Two failure modes recur. The first is stopping too early, treating a symptom or a convenient cause as the root because the deeper one is hard to reach. The second, and more common, is not knowing that the same failure, or one very like it, has happened before.

That history is the most valuable input to any investigation, and it is exactly what is hardest to retrieve. It lives in old 8D reports, in a quality engineer is memory, in a corrective action from a program that shipped years ago. When that record cannot be found, the team re-investigates a solved problem, or worse, repeats a known mistake. This is the tribal-knowledge gap in its costliest form, closely tied to capturing engineering knowledge.

The cost of re-investigation is widely underestimated. When a solved problem recurs and no one finds the prior 8D, a team spends days rediscovering a cause a colleague already documented. Worse, a known-bad design or process repeats because its lesson was filed and forgotten. Both are pure waste, and both come down to a retrieval failure rather than a thinking failure.

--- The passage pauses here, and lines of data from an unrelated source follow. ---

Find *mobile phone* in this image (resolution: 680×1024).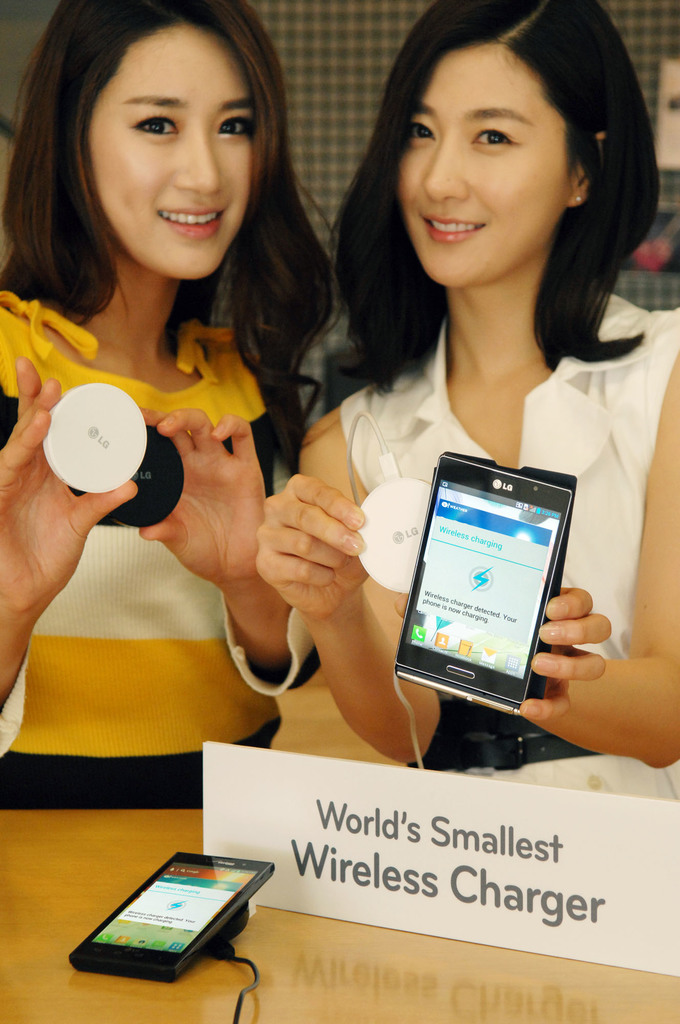
<region>405, 438, 584, 723</region>.
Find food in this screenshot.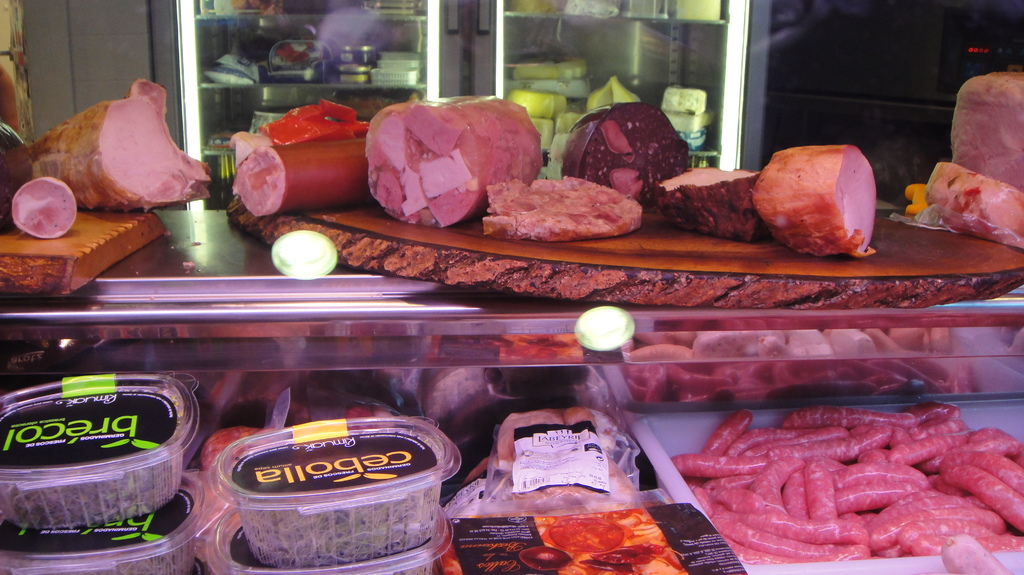
The bounding box for food is x1=31 y1=77 x2=211 y2=217.
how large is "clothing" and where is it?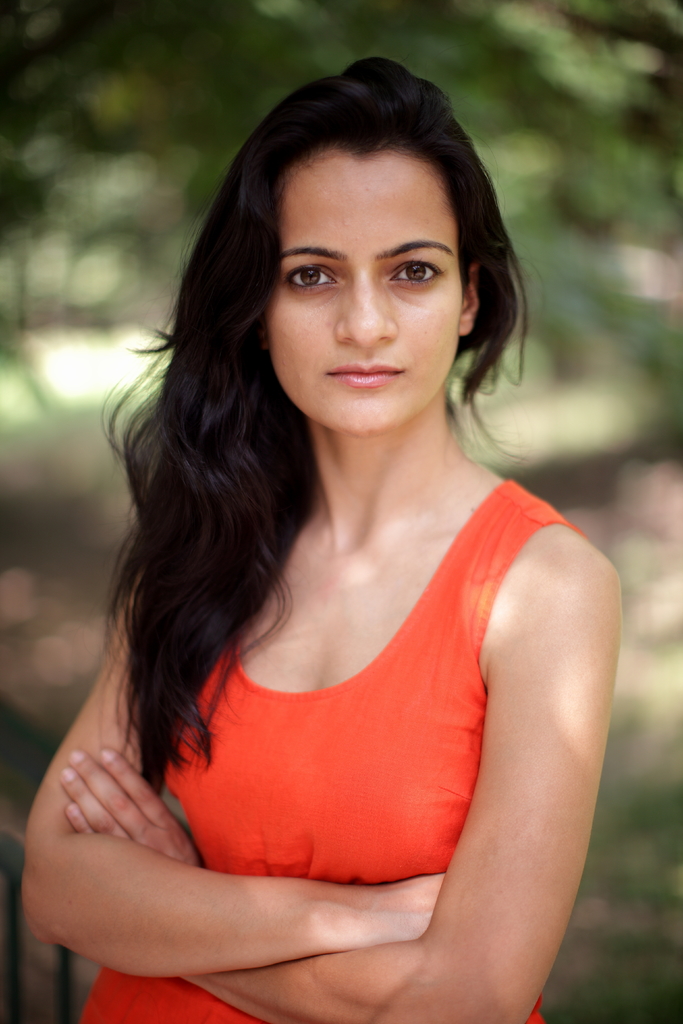
Bounding box: {"x1": 53, "y1": 551, "x2": 560, "y2": 954}.
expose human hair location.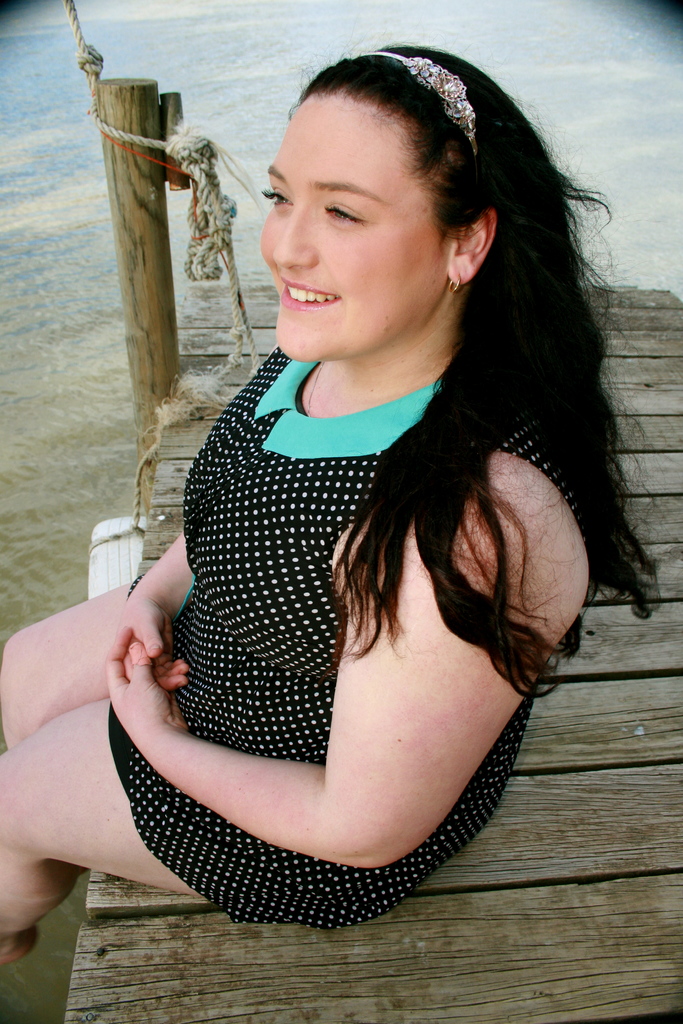
Exposed at (x1=281, y1=40, x2=666, y2=699).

How AI Strengthens the Investigation

AI helps where human recall fails. By reading your design data, process records, and past investigations, it can surface failures similar to the one in front of you and the corrective actions that worked, turning a blank fishbone into one informed by your own history. This is where Leo AI fits: it reads native CAD and your engineering documents, so it can connect a current failure to the design intent and the prior cases that resemble it.

It also helps the analysis stay honest. Grounded in real data and standards, an assistant can challenge a shallow root cause and point to evidence, helping the team get past the convenient answer to the true one. That keeps the investigation rigorous and serves the mistake-prevention value driver, the same logic behind catching issues in design review before they ship.

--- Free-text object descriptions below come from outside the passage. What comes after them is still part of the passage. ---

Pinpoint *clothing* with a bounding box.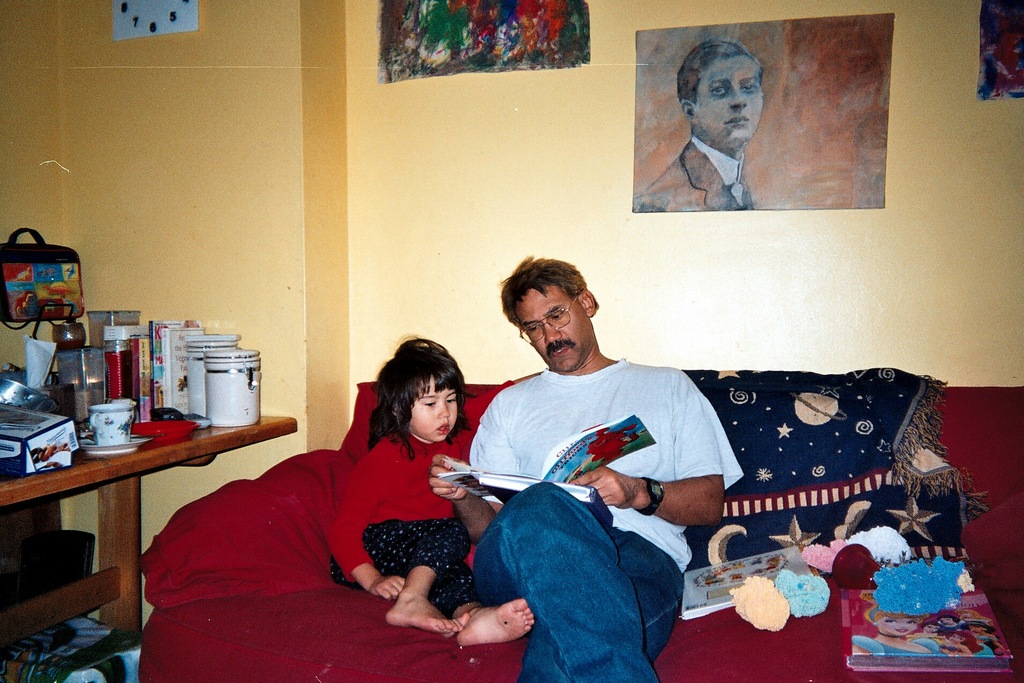
322,430,478,608.
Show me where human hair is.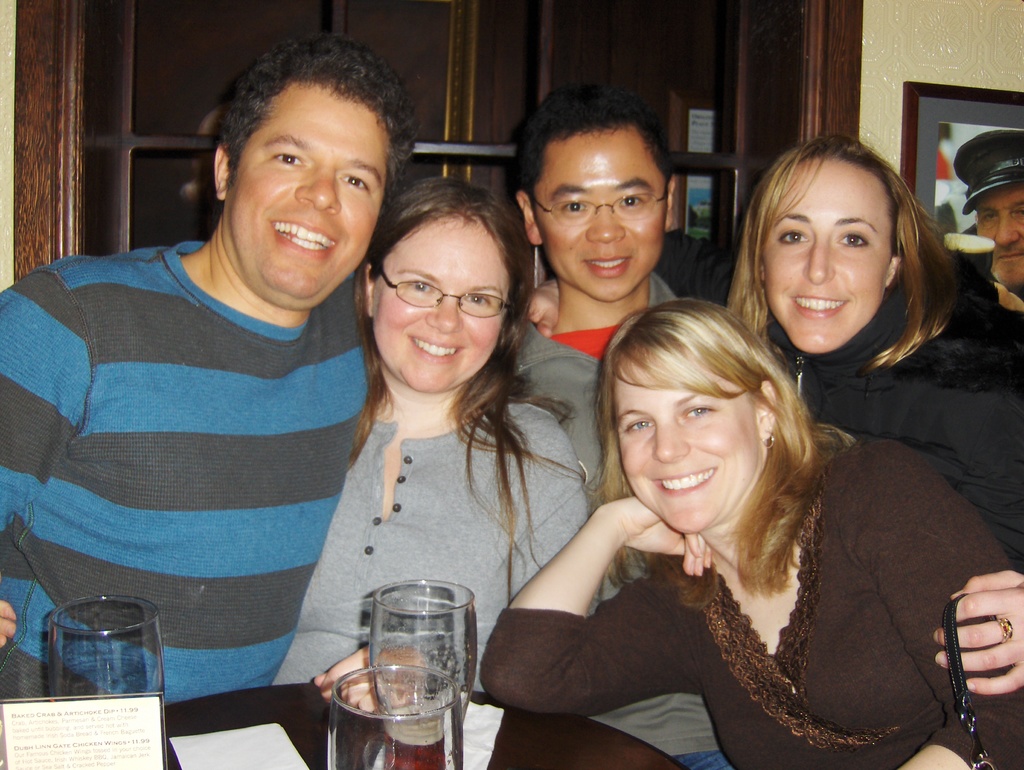
human hair is at 508/84/673/220.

Grounding the investigation in real data also guards against the most seductive error in RCA, which is a plausible story that is not the true cause. When candidate causes can be checked against the actual design, the measurements, and the process records, the team is less likely to commit to a tidy narrative that fixes a symptom and leaves the real fault in place.

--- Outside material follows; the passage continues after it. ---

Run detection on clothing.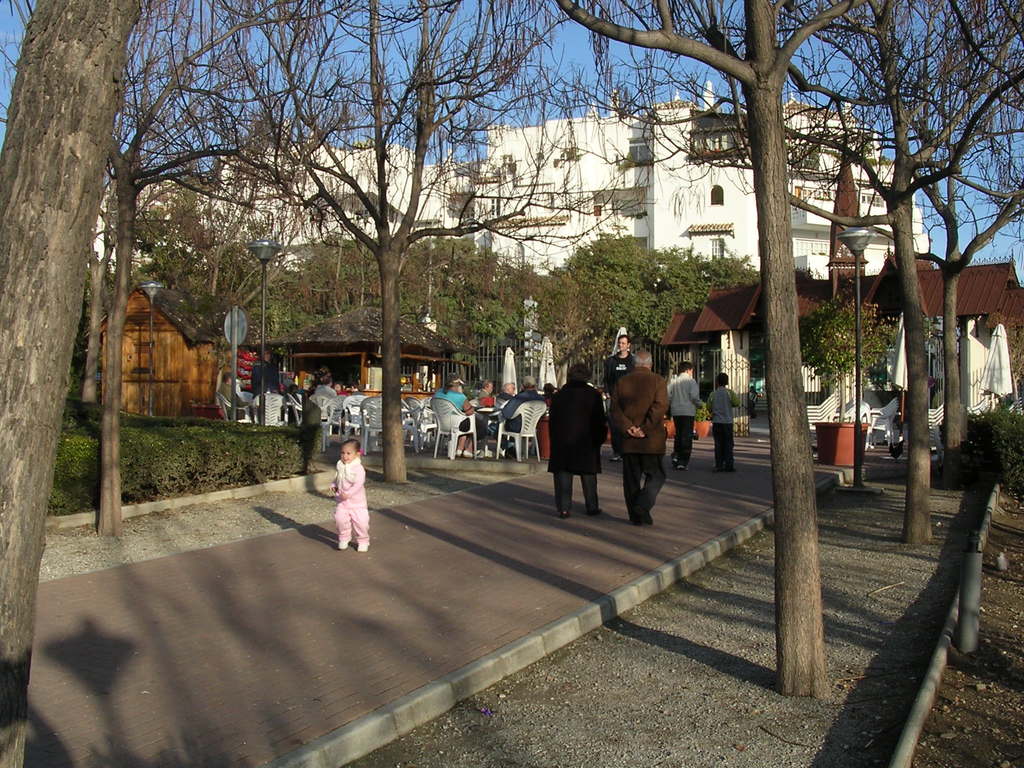
Result: region(706, 386, 740, 459).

Turning a Fix Into Prevention

The point of root cause analysis is not the report, it is preventing recurrence. The 8D discipline ends with preventive action and systemic learning, but in practice the lesson often dies in a closed report that the next team never reads.

Because an AI assistant makes past investigations searchable, the corrective action from this failure becomes available the next time a similar design or process appears. The loop actually closes: a lesson learned once is retrievable forever, instead of being relearned the hard way. That is how RCA shifts from firefighting to genuine, compounding prevention.

Closing the loop is what separates firefighting from improvement. An organization that captures and retrieves its corrective actions gets steadily better, because each failure permanently raises the floor. One that files reports no one reads stays at the mercy of who happens to remember, and gets the same failures again as people move on.

What to Look for in AI for RCA

A useful RCA tool reads your real history.


1. Surfaces similar failures It should connect the current problem to past cases in your own data, not generic examples.

2. Grounds causes in evidence It should tie candidate causes to real design and process information, not guesses.

3. Challenges shallow answers It should help the team push past a symptom to the true root cause.

4. Makes lessons retrievable It should keep corrective actions searchable so prevention actually compounds.


The goal is an investigation informed by everything your organization has already learned, so the same failure is never solved twice.

The standard to aim for is simple to state and hard to reach without help: never solve the same failure twice. Reaching it depends less on better diagrams and more on making the organization is accumulated experience available at the moment a new investigation begins.

FAQ

Never Solve a Failure Twice

Most investigations miss that the same failure happened before.

Leo AI surfaces similar past failures and the fixes that worked, grounds causes in your real design data, and keeps every lesson searchable.